Owens Community College

4/18/2010

Owens Community College Culinary students Rachel Gelacek and Martha Everhart were presented with the learning experience of a lifetime this past August: starting a restaurant.

Gelacek and Everhart were hired as interns at Vino100, a local wine bar. Owners George Burk and Diana Whitman wanted to add a restaurant to their wine bar and enlisted the help of the Owens culinary arts students.

According to Everhart, this is not a typical internship: most culinary students work in an established kitchen with an executive chef. However they were given an extreme challenge and extraordinary opportunity of creating a menu, setting up a kitchen and cooking all the dishes.

The internship began in August, when the students met with a restaurant consultant. The plan was to develop a menu that was not only delicious, but paired well with the wine.

“We had a small kitchen space, and we needed to make sure all our menu items worked well in the space allotted. We decided to create a tapas menu, with appetizer size portions served on small plates.”

Everhart credits her menu development course when it came to creating a menu for Vino100. She felt very prepared and confident, and along with Gelacek, created a menu of red snapper, bruschetta, salmon, beef tenderloin kabobs, a variety of flatbreads and much more.

The menu features several specials and rotating menu items each night, which allows them to cook with all fresh ingredients and make everything from scratch. Seasonal salads and a variety of cheeses are also served on a rotational basis.

The preparations for the restaurant took three months, and the opening was held in November. Over the course of preparations, Gelacek and Everhart learned a lot about each other and discovered a great deal about cooking in a restaurant.

Both agree that the internship is a constant learning experience and they are able to put the practical knowledge they learned in lab into a real working environment. Working in a restaurant presents daily challenges and opportunities that are impossible to experience in the classroom.

“One of the best things about working together is that we have the same training and work methods, which makes our work in the kitchen more cohesive and efficient,” said Everhart.

Everhart admits that inventory control has been one of their biggest challenges. “It took awhile to determine a balance, so we have enough food to serve customers but aren't throwing it away at the end of the night,” she said.

She explained that new challenges come up every day, and culinary professionals learn to dive in head first, and not to be afraid of any situation such as cooking new dishes or experimenting with new foods.

The internship at Vino100 has been a fantastic learning experience for both students and will give them an edge in the culinary field when they graduate.

“I couldn't ask for a better experience. This internship puts me at a step above others in the culinary field: I learned so much, and it was all hands-on knowledge I wouldn't learn in school,” said Gelacek.

Internships are typically completed in the one of the last semesters of school, and students must work 320 hours. They keep journals and participate in online discussion boards so they can learn from each other's experiences.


> _Task instructions_
Return all of the data exactly, omitting any images.

> _Given records_
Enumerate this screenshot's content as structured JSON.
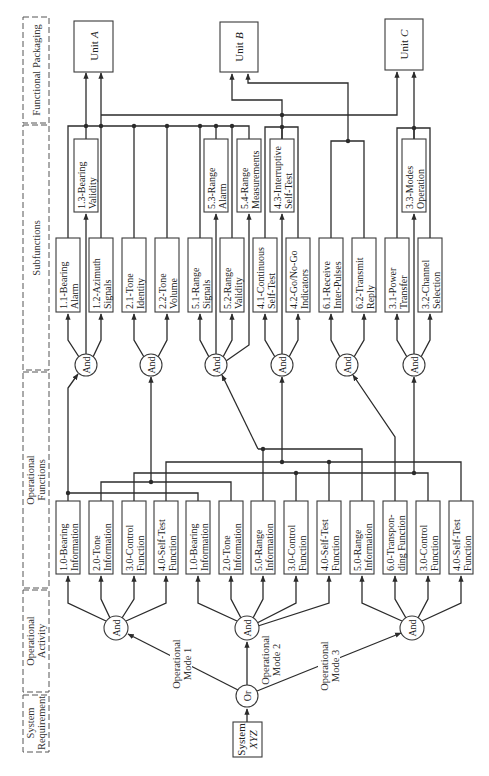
{
  "levels": [
    {
      "line1": "Functional Packaging"
    },
    {
      "line1": "Subfunctions"
    },
    {
      "line1": "Operational",
      "line2": "Functions"
    },
    {
      "line1": "Operational",
      "line2": "Activity"
    },
    {
      "line1": "System",
      "line2": "Requirement"
    }
  ],
  "units": [
    {
      "prefix": "Unit",
      "letter": "A"
    },
    {
      "prefix": "Unit",
      "letter": "B"
    },
    {
      "prefix": "Unit",
      "letter": "C"
    }
  ],
  "subfunctions": {
    "lower": [
      {
        "line1": "1.1-Bearing",
        "line2": "Alarm"
      },
      {
        "line1": "1.2-Azimuth",
        "line2": "Signals"
      },
      {
        "line1": "2.1-Tone",
        "line2": "Identity"
      },
      {
        "line1": "2.2-Tone",
        "line2": "Volume"
      },
      {
        "line1": "5.1-Range",
        "line2": "Signals"
      },
      {
        "line1": "5.2-Range",
        "line2": "Validity"
      },
      {
        "line1": "4.1-Continuous",
        "line2": "Self-Test"
      },
      {
        "line1": "4.2-Go/No-Go",
        "line2": "Indicators"
      },
      {
        "line1": "6.1-Receive",
        "line2": "Inter-Pulses"
      },
      {
        "line1": "6.2-Transmit",
        "line2": "Reply"
      },
      {
        "line1": "3.1-Power",
        "line2": "Transfer"
      },
      {
        "line1": "3.2-Channel",
        "line2": "Selection"
      }
    ],
    "upper": [
      {
        "line1": "1.3-Bearing",
        "line2": "Validity"
      },
      {
        "line1": "5.3-Range",
        "line2": "Alarm"
      },
      {
        "line1": "5.4-Range",
        "line2": "Measurements"
      },
      {
        "line1": "4.3-Interruptive",
        "line2": "Self-Test"
      },
      {
        "line1": "3.3-Modes",
        "line2": "Operation"
      }
    ]
  },
  "operational_functions": [
    {
      "line1": "1.0-Bearing",
      "line2": "Information"
    },
    {
      "line1": "2.0-Tone",
      "line2": "Information"
    },
    {
      "line1": "3.0-Control",
      "line2": "Function"
    },
    {
      "line1": "4.0-Self-Test",
      "line2": "Function"
    },
    {
      "line1": "1.0-Bearing",
      "line2": "Information"
    },
    {
      "line1": "2.0-Tone",
      "line2": "Information"
    },
    {
      "line1": "5.0-Range",
      "line2": "Information"
    },
    {
      "line1": "3.0-Control",
      "line2": "Function"
    },
    {
      "line1": "4.0-Self-Test",
      "line2": "Function"
    },
    {
      "line1": "5.0-Range",
      "line2": "Information"
    },
    {
      "line1": "6.0-Transpon-",
      "line2": "ding Function"
    },
    {
      "line1": "3.0-Control",
      "line2": "Function"
    },
    {
      "line1": "4.0-Self-Test",
      "line2": "Function"
    }
  ],
  "gates": {
    "and_label": "And",
    "or_label": "Or"
  },
  "modes": [
    {
      "line1": "Operational",
      "line2": "Mode 1"
    },
    {
      "line1": "Operational",
      "line2": "Mode 2"
    },
    {
      "line1": "Operational",
      "line2": "Mode 3"
    }
  ],
  "system": {
    "line1": "System",
    "line2": "XYZ"
  }
}
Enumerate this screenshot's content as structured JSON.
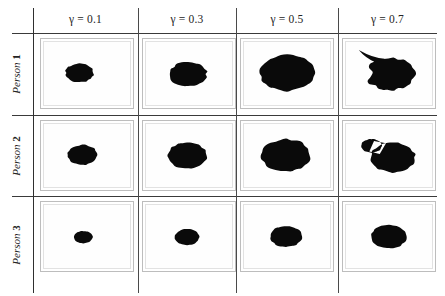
{
  "figure": {
    "type": "image-grid",
    "background_color": "#ffffff",
    "blob_color": "#0a0a0a",
    "cell_border_color": "#bdbdbd",
    "rule_color": "#3a3a3a"
  },
  "columns": [
    {
      "id": "g01",
      "label": "γ = 0.1",
      "symbol": "γ",
      "value": "0.1"
    },
    {
      "id": "g03",
      "label": "γ = 0.3",
      "symbol": "γ",
      "value": "0.3"
    },
    {
      "id": "g05",
      "label": "γ = 0.5",
      "symbol": "γ",
      "value": "0.5"
    },
    {
      "id": "g07",
      "label": "γ = 0.7",
      "symbol": "γ",
      "value": "0.7"
    }
  ],
  "rows": [
    {
      "id": "p1",
      "label": "Person 1",
      "name": "Person",
      "index": "1"
    },
    {
      "id": "p2",
      "label": "Person 2",
      "name": "Person",
      "index": "2"
    },
    {
      "id": "p3",
      "label": "Person 3",
      "name": "Person",
      "index": "3"
    }
  ],
  "cells": [
    {
      "row": "p1",
      "col": "g01",
      "shape": "circle",
      "cx": 38,
      "cy": 50,
      "r": 15,
      "wobble": 0.06
    },
    {
      "row": "p1",
      "col": "g03",
      "shape": "circle",
      "cx": 45,
      "cy": 52,
      "r": 20,
      "wobble": 0.07
    },
    {
      "row": "p1",
      "col": "g05",
      "shape": "circle",
      "cx": 46,
      "cy": 50,
      "r": 29,
      "wobble": 0.05
    },
    {
      "row": "p1",
      "col": "g07",
      "shape": "spike-left",
      "cx": 48,
      "cy": 52,
      "r": 26,
      "wobble": 0.08
    },
    {
      "row": "p2",
      "col": "g01",
      "shape": "circle",
      "cx": 41,
      "cy": 50,
      "r": 16,
      "wobble": 0.05
    },
    {
      "row": "p2",
      "col": "g03",
      "shape": "circle",
      "cx": 44,
      "cy": 51,
      "r": 21,
      "wobble": 0.05
    },
    {
      "row": "p2",
      "col": "g05",
      "shape": "circle",
      "cx": 45,
      "cy": 51,
      "r": 26,
      "wobble": 0.06
    },
    {
      "row": "p2",
      "col": "g07",
      "shape": "lobe-left",
      "cx": 50,
      "cy": 54,
      "r": 24,
      "wobble": 0.05
    },
    {
      "row": "p3",
      "col": "g01",
      "shape": "circle",
      "cx": 42,
      "cy": 52,
      "r": 10,
      "wobble": 0.04
    },
    {
      "row": "p3",
      "col": "g03",
      "shape": "circle",
      "cx": 44,
      "cy": 52,
      "r": 13,
      "wobble": 0.04
    },
    {
      "row": "p3",
      "col": "g05",
      "shape": "circle",
      "cx": 45,
      "cy": 51,
      "r": 17,
      "wobble": 0.04
    },
    {
      "row": "p3",
      "col": "g07",
      "shape": "circle",
      "cx": 46,
      "cy": 51,
      "r": 19,
      "wobble": 0.04
    }
  ],
  "geometry": {
    "width": 445,
    "height": 296,
    "header_rule_y": 33,
    "row_rule_y": [
      115,
      196
    ],
    "vrule_x": [
      33,
      138,
      236,
      338
    ],
    "vrule_top": 8,
    "vrule_bottom": 293,
    "hrule_x0": 12,
    "hrule_x1": 437,
    "cell_x": [
      40,
      142,
      240,
      342
    ],
    "cell_y": [
      38,
      120,
      201
    ],
    "cell_w": 94,
    "cell_h": 71
  }
}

> _Result below_
Enumerate this screenshot's content as structured JSON.
{
  "levels": [
    {
      "line1": "Functional Packaging"
    },
    {
      "line1": "Subfunctions"
    },
    {
      "line1": "Operational",
      "line2": "Functions"
    },
    {
      "line1": "Operational",
      "line2": "Activity"
    },
    {
      "line1": "System",
      "line2": "Requirement"
    }
  ],
  "units": [
    {
      "prefix": "Unit",
      "letter": "A"
    },
    {
      "prefix": "Unit",
      "letter": "B"
    },
    {
      "prefix": "Unit",
      "letter": "C"
    }
  ],
  "subfunctions": {
    "lower": [
      {
        "line1": "1.1-Bearing",
        "line2": "Alarm"
      },
      {
        "line1": "1.2-Azimuth",
        "line2": "Signals"
      },
      {
        "line1": "2.1-Tone",
        "line2": "Identity"
      },
      {
        "line1": "2.2-Tone",
        "line2": "Volume"
      },
      {
        "line1": "5.1-Range",
        "line2": "Signals"
      },
      {
        "line1": "5.2-Range",
        "line2": "Validity"
      },
      {
        "line1": "4.1-Continuous",
        "line2": "Self-Test"
      },
      {
        "line1": "4.2-Go/No-Go",
        "line2": "Indicators"
      },
      {
        "line1": "6.1-Receive",
        "line2": "Inter-Pulses"
      },
      {
        "line1": "6.2-Transmit",
        "line2": "Reply"
      },
      {
        "line1": "3.1-Power",
        "line2": "Transfer"
      },
      {
        "line1": "3.2-Channel",
        "line2": "Selection"
      }
    ],
    "upper": [
      {
        "line1": "1.3-Bearing",
        "line2": "Validity"
      },
      {
        "line1": "5.3-Range",
        "line2": "Alarm"
      },
      {
        "line1": "5.4-Range",
        "line2": "Measurements"
      },
      {
        "line1": "4.3-Interruptive",
        "line2": "Self-Test"
      },
      {
        "line1": "3.3-Modes",
        "line2": "Operation"
      }
    ]
  },
  "operational_functions": [
    {
      "line1": "1.0-Bearing",
      "line2": "Information"
    },
    {
      "line1": "2.0-Tone",
      "line2": "Information"
    },
    {
      "line1": "3.0-Control",
      "line2": "Function"
    },
    {
      "line1": "4.0-Self-Test",
      "line2": "Function"
    },
    {
      "line1": "1.0-Bearing",
      "line2": "Information"
    },
    {
      "line1": "2.0-Tone",
      "line2": "Information"
    },
    {
      "line1": "5.0-Range",
      "line2": "Information"
    },
    {
      "line1": "3.0-Control",
      "line2": "Function"
    },
    {
      "line1": "4.0-Self-Test",
      "line2": "Function"
    },
    {
      "line1": "5.0-Range",
      "line2": "Information"
    },
    {
      "line1": "6.0-Transpon-",
      "line2": "ding Function"
    },
    {
      "line1": "3.0-Control",
      "line2": "Function"
    },
    {
      "line1": "4.0-Self-Test",
      "line2": "Function"
    }
  ],
  "gates": {
    "and_label": "And",
    "or_label": "Or"
  },
  "modes": [
    {
      "line1": "Operational",
      "line2": "Mode 1"
    },
    {
      "line1": "Operational",
      "line2": "Mode 2"
    },
    {
      "line1": "Operational",
      "line2": "Mode 3"
    }
  ],
  "system": {
    "line1": "System",
    "line2": "XYZ"
  }
}
Enumerate this screenshot's content as structured JSON.
{
  "figure": {
    "type": "image-grid",
    "background_color": "#ffffff",
    "blob_color": "#0a0a0a",
    "cell_border_color": "#bdbdbd",
    "rule_color": "#3a3a3a"
  },
  "columns": [
    {
      "id": "g01",
      "label": "γ = 0.1",
      "symbol": "γ",
      "value": "0.1"
    },
    {
      "id": "g03",
      "label": "γ = 0.3",
      "symbol": "γ",
      "value": "0.3"
    },
    {
      "id": "g05",
      "label": "γ = 0.5",
      "symbol": "γ",
      "value": "0.5"
    },
    {
      "id": "g07",
      "label": "γ = 0.7",
      "symbol": "γ",
      "value": "0.7"
    }
  ],
  "rows": [
    {
      "id": "p1",
      "label": "Person 1",
      "name": "Person",
      "index": "1"
    },
    {
      "id": "p2",
      "label": "Person 2",
      "name": "Person",
      "index": "2"
    },
    {
      "id": "p3",
      "label": "Person 3",
      "name": "Person",
      "index": "3"
    }
  ],
  "cells": [
    {
      "row": "p1",
      "col": "g01",
      "shape": "circle",
      "cx": 38,
      "cy": 50,
      "r": 15,
      "wobble": 0.06
    },
    {
      "row": "p1",
      "col": "g03",
      "shape": "circle",
      "cx": 45,
      "cy": 52,
      "r": 20,
      "wobble": 0.07
    },
    {
      "row": "p1",
      "col": "g05",
      "shape": "circle",
      "cx": 46,
      "cy": 50,
      "r": 29,
      "wobble": 0.05
    },
    {
      "row": "p1",
      "col": "g07",
      "shape": "spike-left",
      "cx": 48,
      "cy": 52,
      "r": 26,
      "wobble": 0.08
    },
    {
      "row": "p2",
      "col": "g01",
      "shape": "circle",
      "cx": 41,
      "cy": 50,
      "r": 16,
      "wobble": 0.05
    },
    {
      "row": "p2",
      "col": "g03",
      "shape": "circle",
      "cx": 44,
      "cy": 51,
      "r": 21,
      "wobble": 0.05
    },
    {
      "row": "p2",
      "col": "g05",
      "shape": "circle",
      "cx": 45,
      "cy": 51,
      "r": 26,
      "wobble": 0.06
    },
    {
      "row": "p2",
      "col": "g07",
      "shape": "lobe-left",
      "cx": 50,
      "cy": 54,
      "r": 24,
      "wobble": 0.05
    },
    {
      "row": "p3",
      "col": "g01",
      "shape": "circle",
      "cx": 42,
      "cy": 52,
      "r": 10,
      "wobble": 0.04
    },
    {
      "row": "p3",
      "col": "g03",
      "shape": "circle",
      "cx": 44,
      "cy": 52,
      "r": 13,
      "wobble": 0.04
    },
    {
      "row": "p3",
      "col": "g05",
      "shape": "circle",
      "cx": 45,
      "cy": 51,
      "r": 17,
      "wobble": 0.04
    },
    {
      "row": "p3",
      "col": "g07",
      "shape": "circle",
      "cx": 46,
      "cy": 51,
      "r": 19,
      "wobble": 0.04
    }
  ],
  "geometry": {
    "width": 445,
    "height": 296,
    "header_rule_y": 33,
    "row_rule_y": [
      115,
      196
    ],
    "vrule_x": [
      33,
      138,
      236,
      338
    ],
    "vrule_top": 8,
    "vrule_bottom": 293,
    "hrule_x0": 12,
    "hrule_x1": 437,
    "cell_x": [
      40,
      142,
      240,
      342
    ],
    "cell_y": [
      38,
      120,
      201
    ],
    "cell_w": 94,
    "cell_h": 71
  }
}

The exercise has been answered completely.